ECE 780 Topic 8 - Spring 2015

ECE 780 Topic 8 - Motion Coordination and Planning

Calendar Description

This course will cover aspects of path planning, dynamic vehicle routing, and coordination for mobile robots. Topics include: 1) Path planning: graph search methods; traveling salesman problems 2) Multi-robot coordination: the consensus and rendezvous problems; sensor coverage; workspace partitioning/load balancing. 3) Dynamic vehicle routing: overview of Poisson processes and birth- death processes; path planning for tasks arriving in real-time; relation to automated material handling, mobility-on-demand.

Instructor

Professor Stephen L. Smith (stephen.smith@uwaterloo.ca)
Office: E5 5112

Office hours will be announced at the beginning of the term.

Course Outline

The main topics covered in this course are as follows:

  • Introduction to robot path planning: Graph decompositions, shortest paths
  • Vehicle routing problems: Traveling salesman problems, patrolling problems, monitoring problems. Solution techniques: reductions, exact algorithms and search heuristics
  • Dynamic vehicle routing problems: background in stochastic processes, single and multiple robot policies. Pickup and delivery problems.
  • Multi-robot coordination: Sensor coverage and environment partitioning for multi-robot operation

Project

Two types of projects are possible in this course.

  1. Solution to a research problem in the student’s area of research through the application of techniques presented in this course.
  2. Independent study of a topic not covered in class through reading research papers or book chapters. A list of possible topics will be given a few weeks into the term.

Each project will consist of a written report along with an in-class presentation.

Grading

The course will consist of four homeworks, a class project, and a final exam. The grading scheme is

  • Homework: 25%
  • Project: 25%
  • Final Exam: 50%

Late Turn-in Policy

Homework will be due in class on Wednesday. Homework received by the Friday of the same week will be accepted with a 20% late penalty. Homework will not be accepted after the Friday.

Recommended Background

There are no formal prerequisites for the course. A familiarity with graphs, probability, and some experience with mathematical proofs and reasoning would be helpful.

Textbook

There is no required textbook. Course notes will be available and will contain all material. The following two texts will be used for parts of the course.

  1. Steven M. LaValle, Planning Algorithms, Cambridge University Press, 2006.
  2. Francesco Bullo, Jorge Cortés, and Sonia Martínez, Distributed Control of Robotic Networks, Princeton University Press, 2009.

Both books are freely available online. The first text will be used in single robot path planning, and the second text will be used for multi-robot coordination.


■ **WORK TO COMPLETE**:
Write down each of the records again, exactly and in full.

# # # # # # #

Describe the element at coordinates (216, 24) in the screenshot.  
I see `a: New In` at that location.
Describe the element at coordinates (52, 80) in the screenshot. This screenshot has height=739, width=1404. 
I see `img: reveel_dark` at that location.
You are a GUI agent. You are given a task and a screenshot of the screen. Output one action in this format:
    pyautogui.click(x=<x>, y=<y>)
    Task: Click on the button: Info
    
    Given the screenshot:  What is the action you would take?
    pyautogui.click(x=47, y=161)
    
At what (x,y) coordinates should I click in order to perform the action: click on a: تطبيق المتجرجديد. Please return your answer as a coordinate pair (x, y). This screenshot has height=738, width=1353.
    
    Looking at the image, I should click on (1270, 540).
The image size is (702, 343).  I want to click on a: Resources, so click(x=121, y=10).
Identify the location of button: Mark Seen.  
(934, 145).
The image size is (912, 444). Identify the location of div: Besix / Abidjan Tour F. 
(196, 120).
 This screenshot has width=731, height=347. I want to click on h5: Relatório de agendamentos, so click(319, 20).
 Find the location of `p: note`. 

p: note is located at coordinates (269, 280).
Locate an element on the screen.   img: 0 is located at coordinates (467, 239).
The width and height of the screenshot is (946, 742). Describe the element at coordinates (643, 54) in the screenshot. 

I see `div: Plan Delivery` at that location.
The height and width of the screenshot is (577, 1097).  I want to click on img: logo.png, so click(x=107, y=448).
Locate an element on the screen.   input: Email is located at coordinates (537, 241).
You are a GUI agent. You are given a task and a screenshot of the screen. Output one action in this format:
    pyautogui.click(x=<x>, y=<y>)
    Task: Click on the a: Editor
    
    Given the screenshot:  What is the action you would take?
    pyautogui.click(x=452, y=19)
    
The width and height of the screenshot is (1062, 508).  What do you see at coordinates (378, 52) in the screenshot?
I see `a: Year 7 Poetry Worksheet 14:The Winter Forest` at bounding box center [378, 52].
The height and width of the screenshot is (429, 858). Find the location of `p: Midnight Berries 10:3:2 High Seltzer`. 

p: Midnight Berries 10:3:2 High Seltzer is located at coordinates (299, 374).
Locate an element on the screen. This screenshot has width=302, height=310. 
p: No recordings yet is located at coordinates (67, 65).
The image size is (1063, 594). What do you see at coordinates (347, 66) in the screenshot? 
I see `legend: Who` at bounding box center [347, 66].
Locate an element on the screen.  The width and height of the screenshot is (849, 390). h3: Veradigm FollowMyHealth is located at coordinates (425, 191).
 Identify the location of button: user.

# # # # # # #

■ **ANSWER BOX**:
Describe the element at coordinates (216, 24) in the screenshot.  
I see `a: New In` at that location.
Describe the element at coordinates (52, 80) in the screenshot. This screenshot has height=739, width=1404. 
I see `img: reveel_dark` at that location.
You are a GUI agent. You are given a task and a screenshot of the screen. Output one action in this format:
    pyautogui.click(x=<x>, y=<y>)
    Task: Click on the button: Info
    
    Given the screenshot:  What is the action you would take?
    pyautogui.click(x=47, y=161)
    
At what (x,y) coordinates should I click in order to perform the action: click on a: تطبيق المتجرجديد. Please return your answer as a coordinate pair (x, y). This screenshot has height=738, width=1353.
    
    Looking at the image, I should click on (1270, 540).
The image size is (702, 343).  I want to click on a: Resources, so click(x=121, y=10).
Identify the location of button: Mark Seen.  
(934, 145).
The image size is (912, 444). Identify the location of div: Besix / Abidjan Tour F. 
(196, 120).
 This screenshot has width=731, height=347. I want to click on h5: Relatório de agendamentos, so click(319, 20).
 Find the location of `p: note`. 

p: note is located at coordinates (269, 280).
Locate an element on the screen.   img: 0 is located at coordinates (467, 239).
The width and height of the screenshot is (946, 742). Describe the element at coordinates (643, 54) in the screenshot. 

I see `div: Plan Delivery` at that location.
The height and width of the screenshot is (577, 1097).  I want to click on img: logo.png, so click(x=107, y=448).
Locate an element on the screen.   input: Email is located at coordinates (537, 241).
You are a GUI agent. You are given a task and a screenshot of the screen. Output one action in this format:
    pyautogui.click(x=<x>, y=<y>)
    Task: Click on the a: Editor
    
    Given the screenshot:  What is the action you would take?
    pyautogui.click(x=452, y=19)
    
The width and height of the screenshot is (1062, 508).  What do you see at coordinates (378, 52) in the screenshot?
I see `a: Year 7 Poetry Worksheet 14:The Winter Forest` at bounding box center [378, 52].
The height and width of the screenshot is (429, 858). Find the location of `p: Midnight Berries 10:3:2 High Seltzer`. 

p: Midnight Berries 10:3:2 High Seltzer is located at coordinates (299, 374).
Locate an element on the screen. This screenshot has width=302, height=310. 
p: No recordings yet is located at coordinates (67, 65).
The image size is (1063, 594). What do you see at coordinates (347, 66) in the screenshot? 
I see `legend: Who` at bounding box center [347, 66].
Locate an element on the screen.  The width and height of the screenshot is (849, 390). h3: Veradigm FollowMyHealth is located at coordinates (425, 191).
 Identify the location of button: user.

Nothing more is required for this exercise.